Facts Are Fun

The problem with using personal experience to make a factual claim is it’s easily refuted by providing a personal experience exactly opposite in nature. So for Michael Arrington Apple is flailing badly at the edges, and the proof of this statement is his own bad experiences with Apple products, but I’ve had good experiences. As it pertains to the question, is Apple flailing around the edges, and given two opposite personal experiences as an answer who’s right and who’s wrong?

Seeing as how neither Michael or myself can make it so by merely saying it is so, then we’re both right and we’re both wrong, and the reader can reach a conclusion based on who’s cuter, or drives a better car, or lifts the most weight, pretty much any arbitrary consideration not related to the question at hand.

This isn’t picking on Michael. I use personal experience to make factual claims myself. We’ve all done it, but with regard to this situation, Michael points to specific products. He writes the “Mac Mini, Macbook Air, Macbook Pro and Macbook, All Failed.” Well, no, the Mac Mini, Macbook Air, Macbook Pro and Macbook all failed you, apparently. Based on other criteria, not your own customer satisfaction, would that question prove true?

I don’t know the answer here, could be in the end it pans out in Michael’s favor, but to buttress specific claims you could always skip the personal experience and look at, like, numbers and facts and stuff.

2 Responses to “Facts Are Fun”

  1. Personally, your comment form failed me. There are no labels, so I’m guessing as to which field does what. For others it might work just fine. But it failed me, and since the goal of your comment form isn’t to confuse anyone, your comment form failed.

    That Apple’s products so significantly failed Mike *does* mean they’re failing. Not universally. Not every product/person/day. But more than ever *for mike* and, thus, they are failing.

    I agree with your underlying point, but since Apple never set out to fail, that they have failed (and failed more than *just* mike, so we all know this isn’t an isolated incident), and admittedly have failed in recent years more than in the last decade… Yeah, the company is failing. But they’re also succeeding.

    Where’s the balance? I’ll let history be the judge. Personally I’m a Windows guy, but all I really care about is stuff working. As long as my Apple products worked I was happy. Now that the few I have continue running into issues (and everyone I know who uses Apple products is having issues as well), I have a harder time giving them the benefit of the doubt.
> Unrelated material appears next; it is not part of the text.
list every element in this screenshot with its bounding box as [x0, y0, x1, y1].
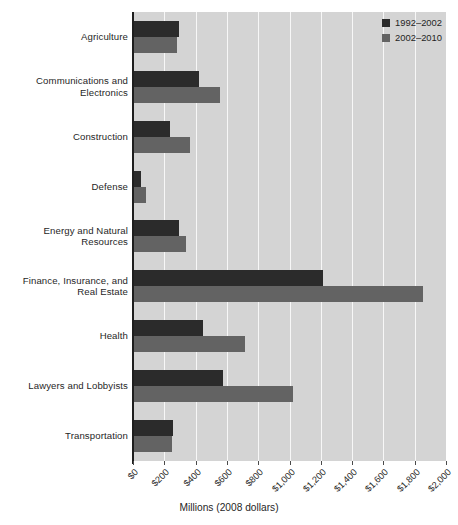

    And maybe that’s where the real failure is: that, more and more, Apple is falling under the “why are we giving them the benefit of the doubt again?” question. And that is a larger failure than individual product failures. If the cult of the mac/apple/steve jobs dies, Apple effectively dies.

  2. Amos says:

    Jeremy,

    Thanks for the thoughtful comment. I appreciate it, and sorry you had trouble with the login forms. Believe that should be fixed now. Thanks for pointing it out.

    Suppose we can agree to disagree on Mike’s post. I see a big difference between the statements “Apple is Failing”, and “Apple is Failing Me.” Now what exactly does fail mean, and I think it means, in relation to a company, the products it creates are not living up to a set of standards, be it in terms of customer satisfaction, gross profit, product sold, or any number of criteria.

    When Apple fails Mike it’s not living up to his standards. They have failed him on a personal level, but could be that Apple fails Mike and it is succeeding as a company. Maybe profits are high, they’re selling a ton of product, etc.

    Could be I read Mike’s post the wrong way, and I can go back a re-read it again, but I think when you say a company is failing you need to offer more proof than simply extrapolating your personal experience.

    But one thing we do agree on is just wanting stuff to work. No matter if it’s Apple, or a juice box I just want the things I use and buy to work in the manner I’ve been assured they would.

    Again, thanks for the comment Jeremy. Always nice when folks take the time to write a long, thoughtful comment.